Brightline contractors resumed work Monday clearing brush near the 49th Street railroad crossing in Gifford after taking a holiday break since Christmas Eve.

HSR Constructors deployed a John Deere 245G LC mid-size excavator in the Florida East Coast Railway right-of-way as Brightline prepares to upgrade the tracks to handle high-speed passenger trains.

Brightline envisions running as many as 34 passenger trains per day on dual tracks through Indian River County at speeds of up to 110 mph by late 2022.

The 170-mile-long project involves 925 construction workers building new high-speed tracks from Orlando to Cocoa and upgrading the FECR tracks from Cocoa to West Palm Beach.

The extension includes the construction of a new $1 million concrete railroad bridge across the South Canal near the 4th Street railroad crossing in South Vero.
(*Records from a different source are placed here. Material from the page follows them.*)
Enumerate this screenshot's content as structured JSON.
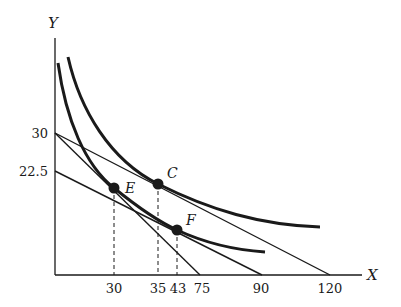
{
  "diagram": {
    "type": "indifference-curve-budget-line",
    "axes": {
      "x_label": "X",
      "y_label": "Y"
    },
    "y_ticks": [
      {
        "label": "30",
        "value": 30
      },
      {
        "label": "22.5",
        "value": 22.5
      }
    ],
    "x_ticks": [
      {
        "label": "30",
        "value": 30
      },
      {
        "label": "35",
        "value": 35
      },
      {
        "label": "43",
        "value": 43
      },
      {
        "label": "75",
        "value": 75
      },
      {
        "label": "90",
        "value": 90
      },
      {
        "label": "120",
        "value": 120
      }
    ],
    "budget_lines": [
      {
        "name": "budget-line-1",
        "y_intercept": 30,
        "x_intercept": 75
      },
      {
        "name": "budget-line-2",
        "y_intercept": 30,
        "x_intercept": 120
      },
      {
        "name": "budget-line-3",
        "y_intercept": 22.5,
        "x_intercept": 90
      }
    ],
    "indifference_curves": [
      {
        "name": "indifference-curve-lower",
        "passes_through": [
          "E",
          "F"
        ]
      },
      {
        "name": "indifference-curve-upper",
        "passes_through": [
          "C"
        ]
      }
    ],
    "points": [
      {
        "label": "E",
        "x_value": 30
      },
      {
        "label": "C",
        "x_value": 35
      },
      {
        "label": "F",
        "x_value": 43
      }
    ],
    "colors": {
      "ink": "#1a1a1a",
      "background": "#ffffff"
    }
  }
}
HSR Constructors is using a massive crane whose boom towers above the Woodlawn Manor mobile home park to install a temporary work trestle for cranes on the east side of the FECR bridge.

The company already built the bed for a second track and new drainage facilities at the 4th Street railroad crossing.

Brightline also is replacing the 94-year-old St. Sebastian River Railroad Bridge.

A temporary work trestle with platforms for cranes has been partially erected along the east side of the old bridge. The new 1,625-foot-long concrete bridge is expected to be completed in 2022.

Brightline provided passenger train service between Miami and West Palm Beach from early 2018 until March 2020, when it stopped operations to slow the spread of COVID-19.

The company was hemorrhaging money up until the closure, but “suspending service on the commuter-rail-length segment between West Palm Beach and Miami spared Brightline operating losses it was incurring before the pandemic.”